Paints a rather rosey situation in Iraq doesn't it? Heads need to start rolling in the pentagon and whitehouse for causing this debacle.
Refereeing in Hell
"If the Americans leave, there will definitely be a civil war," says Sheik Nadhim Khalil, 25, who has no great love for U.S. troops.
Khalil, who made a quick trip from Dholoiya to Baghdad a few days after the raid, says he has joined the shura. If his attitude is any sign of what the group's members think, the cause of national unity is in deep trouble. Khalil makes no secret of his contempt for Iraq's Shiite majority. In his Friday sermons he has called for the creation of Sunni militias to challenge the Shiites' 10,000 or so Iranian-trained paramilitary fighters and the Kurds' roughly 70,000 battle-hardened peshmerga fighters. "We are willing to sacrifice our sons and fathers to stop the rule of black turbans," he says, using a Sunni term of disparagement for Shiites. "Being ruled by Shiites would be the same as being ruled by Iran.
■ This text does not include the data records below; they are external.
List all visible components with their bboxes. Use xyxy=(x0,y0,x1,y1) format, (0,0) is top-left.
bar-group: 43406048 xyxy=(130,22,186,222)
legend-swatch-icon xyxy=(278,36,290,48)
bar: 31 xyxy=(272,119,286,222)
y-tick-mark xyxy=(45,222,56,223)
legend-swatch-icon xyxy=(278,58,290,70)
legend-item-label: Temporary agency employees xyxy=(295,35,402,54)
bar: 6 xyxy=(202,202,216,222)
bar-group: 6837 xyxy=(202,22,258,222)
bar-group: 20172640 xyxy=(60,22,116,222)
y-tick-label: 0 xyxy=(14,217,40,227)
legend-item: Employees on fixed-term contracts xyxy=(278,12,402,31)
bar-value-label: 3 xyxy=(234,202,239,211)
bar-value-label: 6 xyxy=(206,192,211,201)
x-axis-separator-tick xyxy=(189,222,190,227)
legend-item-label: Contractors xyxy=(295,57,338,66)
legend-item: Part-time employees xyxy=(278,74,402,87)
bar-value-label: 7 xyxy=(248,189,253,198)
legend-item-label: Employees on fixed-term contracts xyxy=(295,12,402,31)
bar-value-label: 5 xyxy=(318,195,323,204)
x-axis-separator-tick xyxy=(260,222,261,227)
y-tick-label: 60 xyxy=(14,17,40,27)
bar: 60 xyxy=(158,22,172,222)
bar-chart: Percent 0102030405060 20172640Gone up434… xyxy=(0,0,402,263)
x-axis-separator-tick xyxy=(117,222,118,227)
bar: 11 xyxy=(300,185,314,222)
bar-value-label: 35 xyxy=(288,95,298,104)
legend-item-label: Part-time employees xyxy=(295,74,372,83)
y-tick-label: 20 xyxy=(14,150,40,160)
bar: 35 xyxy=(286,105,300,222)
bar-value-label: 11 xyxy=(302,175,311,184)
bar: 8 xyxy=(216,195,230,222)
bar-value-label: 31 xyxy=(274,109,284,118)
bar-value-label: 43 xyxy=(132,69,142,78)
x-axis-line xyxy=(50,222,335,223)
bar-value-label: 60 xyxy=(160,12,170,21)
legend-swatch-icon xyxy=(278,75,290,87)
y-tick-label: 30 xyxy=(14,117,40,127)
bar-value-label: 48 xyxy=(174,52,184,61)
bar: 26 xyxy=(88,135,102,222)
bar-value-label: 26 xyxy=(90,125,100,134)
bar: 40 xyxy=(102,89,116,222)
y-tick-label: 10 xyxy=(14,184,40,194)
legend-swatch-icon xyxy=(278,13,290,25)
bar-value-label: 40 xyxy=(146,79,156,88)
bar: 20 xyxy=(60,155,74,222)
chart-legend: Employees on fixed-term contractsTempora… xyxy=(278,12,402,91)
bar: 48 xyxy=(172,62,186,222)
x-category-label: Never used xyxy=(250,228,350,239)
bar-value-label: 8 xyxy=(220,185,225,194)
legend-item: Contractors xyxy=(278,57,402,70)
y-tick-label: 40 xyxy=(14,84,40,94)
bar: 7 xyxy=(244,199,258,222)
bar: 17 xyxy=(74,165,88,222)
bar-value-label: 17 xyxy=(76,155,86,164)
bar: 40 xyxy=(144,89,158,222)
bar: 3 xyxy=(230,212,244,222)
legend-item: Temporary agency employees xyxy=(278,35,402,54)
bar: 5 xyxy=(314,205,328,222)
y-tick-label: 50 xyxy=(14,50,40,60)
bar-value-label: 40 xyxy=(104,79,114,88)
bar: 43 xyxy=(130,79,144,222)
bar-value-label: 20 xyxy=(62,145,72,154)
This is unacceptable." Attendance at his mosque has doubled in recent months.
Iraq's neighbors are saying prayers of their own as they watch what's happening next door. They have all had their share of ethnic problems with Kurds and other minorities, but their concern goes deeper than that. When the WMD searches came up empty, Bush aides began claiming that the invasion was actually a way of planting the seeds of democracy in Arab lands. Now the fear is that Iraq's collapse could destabilize the entire region.
Paints a rather rosey situation in Iraq doesn't it? Heads need to start rolling in the pentagon and whitehouse for causing this debacle.